The Knowledge
MNIST Pixel Knowledge
The primary dataset employed right here is the standard MNIST pixel knowledge, comprised by hand-written numbers. Right here, the background is black and the digits are white.
Anomalous MNIST Pixel Knowledge
To check the brand new process and examine it to the standard one, I created 4 easy varieties of anomalous knowledge.
The aim was to check every technique’s detection capabilities throughout a small spectrum of noise variations, incrementally intensified from one anomaly kind to the following.
The noise fee will increase from the primary to the fourth kind of anomalous knowledge. As you’ll be able to see within the determine beneath, within the first and second kinds of knowledge, the noise isn’t even detectable to the bare eye, whereas within the third kind, you’ll be able to already spot some white pixels.
Mannequin-state knowledge
Whereas MNIST pixel knowledge, with its hand-written digits in opposition to a stark backdrop, offers a traditional basis for anomaly detection, we’re attempting one thing else. It’s a little bit of a leap, taking us proper into the core of the skilled ANN to see what the neurons are as much as. This might give us a complete special approach on recognizing anomalies.
As talked about, this mannequin state knowledge is comprised by the state of the neurons in an ANN when skilled with MNIST knowledge. As such, to generate this knowledge, we begin with coaching a easy ANN with MNIST pixel knowledge, each with regular and anomalous knowledge (the anomalous are comprised by the noisy knowledge confirmed earlier than in Determine 2).
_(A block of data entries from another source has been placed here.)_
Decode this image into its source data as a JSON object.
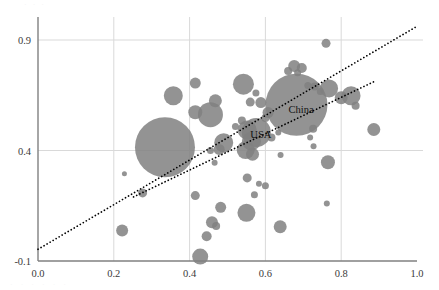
{
  "chart_data": {
    "type": "scatter",
    "title": "",
    "subtitle": "",
    "xlabel": "",
    "ylabel": "",
    "grid": true,
    "legend_position": "none",
    "xlim": [
      0.0,
      1.0
    ],
    "ylim": [
      -0.1,
      1.0
    ],
    "xticks": [
      0.0,
      0.2,
      0.4,
      0.6,
      0.8,
      1.0
    ],
    "xtick_labels": [
      "0.0",
      "0.2",
      "0.4",
      "0.6",
      "0.8",
      "1.0"
    ],
    "yticks": [
      -0.1,
      0.4,
      0.9
    ],
    "ytick_labels": [
      "-0.1",
      "0.4",
      "0.9"
    ],
    "marker_color": "#808080",
    "marker_opacity": 0.85,
    "line_color": "#000000",
    "grid_color": "#d9d9d9",
    "axis_color": "#808080",
    "bubbles": [
      {
        "x": 0.335,
        "y": 0.415,
        "r": 30.0,
        "label": ""
      },
      {
        "x": 0.682,
        "y": 0.607,
        "r": 31.0,
        "label": "China"
      },
      {
        "x": 0.576,
        "y": 0.482,
        "r": 14.5,
        "label": "USA"
      },
      {
        "x": 0.455,
        "y": 0.562,
        "r": 12.5,
        "label": ""
      },
      {
        "x": 0.415,
        "y": 0.573,
        "r": 7.0,
        "label": ""
      },
      {
        "x": 0.542,
        "y": 0.7,
        "r": 10.5,
        "label": ""
      },
      {
        "x": 0.357,
        "y": 0.648,
        "r": 9.5,
        "label": ""
      },
      {
        "x": 0.415,
        "y": 0.705,
        "r": 5.5,
        "label": ""
      },
      {
        "x": 0.468,
        "y": 0.625,
        "r": 6.5,
        "label": ""
      },
      {
        "x": 0.56,
        "y": 0.619,
        "r": 4.5,
        "label": ""
      },
      {
        "x": 0.588,
        "y": 0.617,
        "r": 5.5,
        "label": ""
      },
      {
        "x": 0.575,
        "y": 0.66,
        "r": 3.5,
        "label": ""
      },
      {
        "x": 0.607,
        "y": 0.572,
        "r": 5.5,
        "label": ""
      },
      {
        "x": 0.6,
        "y": 0.547,
        "r": 4.0,
        "label": ""
      },
      {
        "x": 0.538,
        "y": 0.536,
        "r": 4.0,
        "label": ""
      },
      {
        "x": 0.521,
        "y": 0.509,
        "r": 3.5,
        "label": ""
      },
      {
        "x": 0.552,
        "y": 0.493,
        "r": 9.5,
        "label": ""
      },
      {
        "x": 0.563,
        "y": 0.443,
        "r": 9.5,
        "label": ""
      },
      {
        "x": 0.49,
        "y": 0.435,
        "r": 9.5,
        "label": ""
      },
      {
        "x": 0.478,
        "y": 0.405,
        "r": 5.5,
        "label": ""
      },
      {
        "x": 0.548,
        "y": 0.402,
        "r": 9.0,
        "label": ""
      },
      {
        "x": 0.566,
        "y": 0.383,
        "r": 6.5,
        "label": ""
      },
      {
        "x": 0.616,
        "y": 0.459,
        "r": 4.0,
        "label": ""
      },
      {
        "x": 0.634,
        "y": 0.482,
        "r": 3.0,
        "label": ""
      },
      {
        "x": 0.66,
        "y": 0.76,
        "r": 4.0,
        "label": ""
      },
      {
        "x": 0.676,
        "y": 0.782,
        "r": 6.0,
        "label": ""
      },
      {
        "x": 0.696,
        "y": 0.773,
        "r": 5.0,
        "label": ""
      },
      {
        "x": 0.685,
        "y": 0.752,
        "r": 3.5,
        "label": ""
      },
      {
        "x": 0.712,
        "y": 0.694,
        "r": 3.5,
        "label": ""
      },
      {
        "x": 0.73,
        "y": 0.69,
        "r": 4.0,
        "label": ""
      },
      {
        "x": 0.745,
        "y": 0.667,
        "r": 3.5,
        "label": ""
      },
      {
        "x": 0.726,
        "y": 0.498,
        "r": 4.0,
        "label": ""
      },
      {
        "x": 0.718,
        "y": 0.459,
        "r": 3.0,
        "label": ""
      },
      {
        "x": 0.768,
        "y": 0.681,
        "r": 9.0,
        "label": ""
      },
      {
        "x": 0.8,
        "y": 0.639,
        "r": 6.5,
        "label": ""
      },
      {
        "x": 0.826,
        "y": 0.648,
        "r": 9.5,
        "label": ""
      },
      {
        "x": 0.838,
        "y": 0.602,
        "r": 4.0,
        "label": ""
      },
      {
        "x": 0.76,
        "y": 0.885,
        "r": 4.5,
        "label": ""
      },
      {
        "x": 0.886,
        "y": 0.495,
        "r": 6.5,
        "label": ""
      },
      {
        "x": 0.727,
        "y": 0.419,
        "r": 3.0,
        "label": ""
      },
      {
        "x": 0.765,
        "y": 0.347,
        "r": 7.0,
        "label": ""
      },
      {
        "x": 0.552,
        "y": 0.276,
        "r": 4.5,
        "label": ""
      },
      {
        "x": 0.583,
        "y": 0.25,
        "r": 3.0,
        "label": ""
      },
      {
        "x": 0.6,
        "y": 0.24,
        "r": 3.5,
        "label": ""
      },
      {
        "x": 0.571,
        "y": 0.2,
        "r": 3.5,
        "label": ""
      },
      {
        "x": 0.276,
        "y": 0.208,
        "r": 4.5,
        "label": ""
      },
      {
        "x": 0.415,
        "y": 0.196,
        "r": 4.5,
        "label": ""
      },
      {
        "x": 0.228,
        "y": 0.295,
        "r": 2.5,
        "label": ""
      },
      {
        "x": 0.466,
        "y": 0.345,
        "r": 3.0,
        "label": ""
      },
      {
        "x": 0.482,
        "y": 0.143,
        "r": 5.5,
        "label": ""
      },
      {
        "x": 0.459,
        "y": 0.075,
        "r": 6.0,
        "label": ""
      },
      {
        "x": 0.47,
        "y": 0.058,
        "r": 4.0,
        "label": ""
      },
      {
        "x": 0.55,
        "y": 0.118,
        "r": 9.0,
        "label": ""
      },
      {
        "x": 0.639,
        "y": 0.055,
        "r": 6.5,
        "label": ""
      },
      {
        "x": 0.222,
        "y": 0.038,
        "r": 6.0,
        "label": ""
      },
      {
        "x": 0.445,
        "y": 0.012,
        "r": 5.0,
        "label": ""
      },
      {
        "x": 0.428,
        "y": -0.08,
        "r": 8.0,
        "label": ""
      },
      {
        "x": 0.762,
        "y": 0.16,
        "r": 3.0,
        "label": ""
      },
      {
        "x": 0.64,
        "y": 0.38,
        "r": 3.0,
        "label": ""
      },
      {
        "x": 0.455,
        "y": 0.4,
        "r": 3.5,
        "label": ""
      }
    ],
    "lines": [
      {
        "name": "upper-trend",
        "style": "dotted",
        "x0": 0.0,
        "y0": -0.047,
        "x1": 0.995,
        "y1": 0.957
      },
      {
        "name": "lower-trend",
        "style": "dotted",
        "x0": 0.252,
        "y0": 0.19,
        "x1": 0.893,
        "y1": 0.717
      }
    ]
  },
  "annotations": [
    {
      "name": "china-label",
      "text": "China",
      "x": 0.694,
      "y": 0.57
    },
    {
      "name": "usa-label",
      "text": "USA",
      "x": 0.588,
      "y": 0.455
    }
  ],
  "ghost": {
    "top_artifact": "· · ·",
    "bottom_artifact": "· ·  · ·   · ·"
  }
}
We then carry out the standard: cut up the info into coaching and testing, after which we match the ANN mannequin:
mannequin.match(X_train,Y_cat_train,epochs=8, validation_data=(X_test, y_cat_test))
After that, we need to retrieve the names of the layers in mannequin and retailer them in an inventory:
checklist(map(lambda x: x.title, mannequin.layers))
Lastly, we create a brand new mannequin that takes the identical enter as the unique mannequin however produces output from a selected layer referred to as “dense”:
intermediate_layer_model=Mannequin(inputs=mannequin.enter, outputs=mannequin.get_layer("dense").output)
That is helpful for extracting data from intermediate layers of a neural community.
Let’s check out this model-state knowledge:
model_state_data_layer1=pd.read_csv("first_layer_dense.csv",header=None)
model_state_data_layer2=pd.read_csv("second_layer_dense.csv",header=None)model_state_data_layer1.head(4)
The model-state knowledge of the primary neural layer is comprised by 32 columns and 4 rows.
With just some traces of code, we’re capable of extract knowledge from the intermediate layers of a neural community.
To review the effectiveness of the brand new technique, I’ll be utilizing knowledge from each the first and second layers of the neural community.